I can get the query to work for just targetUserId (messages the user has received) with the following query:
SELECT sourceUserId, targetUserId, body, UNIX_TIMESTAMP(time)
FROM `usermessages`
WHERE targetUserId = 1
GROUP BY sourceUserId
ORDER BY id DESC
LIMIT 10
+----+--------------+--------------+--------+------+
| id | sourceUserId | targetUserId | body | time |
+----+--------------+--------------+--------+------+
| 2 | 3 | 1 | abc... | 1234 |
| 5 | 2 | 1 | abc... | 1234 |
| 8 | 4 | 1 | abc... | 1234 |
+----+--------------+--------------+--------+------+
and the opposite (messages sent by the user) with this, note that WHERE and GROUP BY have just been swapped:
SELECT sourceUserId, targetUserId, body, UNIX_TIMESTAMP(time)
FROM `usermessages`
WHERE sourceUserId = 1
GROUP BY targetUserId
ORDER BY id DESC
LIMIT 10
+----+--------------+--------------+--------+------+
| id | sourceUserId | targetUserId | body | time |
+----+--------------+--------------+--------+------+
| 1 | 1 | 2 | abc... | 1234 |
| 4 | 1 | 3 | abc... | 1234 |
+----+--------------+--------------+--------+------+
but if I combine the two results and group by targetUserId, sourceUserId then it does not give the correct result because all outgoing messages from 1 to (2,3,4) are grouped.

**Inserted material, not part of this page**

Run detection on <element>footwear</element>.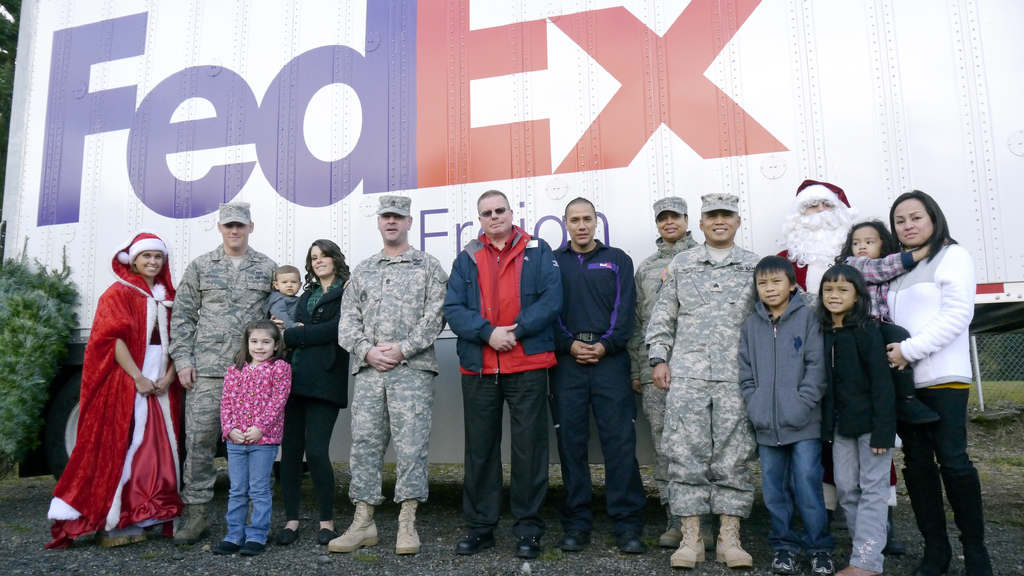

What I would like to return
I think the Pseudo Code for such a query would be:
SELECT sourceUserId, targetUserId, body, UNIX_TIMESTAMP(time)
FROM `usermessages`
WHERE sourceUserId = 1
OR targetUserId = 1
GROUP BY (If targetUserId != 1), (If sourceUserId != 1)
ORDER BY id DESC
LIMIT 10
+----+--------------+--------------+--------+------+
| id | sourceUserId | targetUserId | body | time |
+----+--------------+--------------+--------+------+
| 1 | 1 | 2 | abc... | 1234 |
| 2 | 3 | 1 | abc... | 1234 |
| 8 | 4 | 1 | abc... | 1234 |
+----+--------------+--------------+--------+------+
VERSION 2
This is untested; it is closer but still not right… out of time though on working on this…
VERSION 1 (Miss)
IMO you need to group by body as well.
Or use distinct
I think the problem is really in that body is different or timestamp is different for those records; if not, then why are they duplicated in the table? Specifically in your output why are records 1 & 6 there… are you missing a unique index/pk which would prevent duplicates?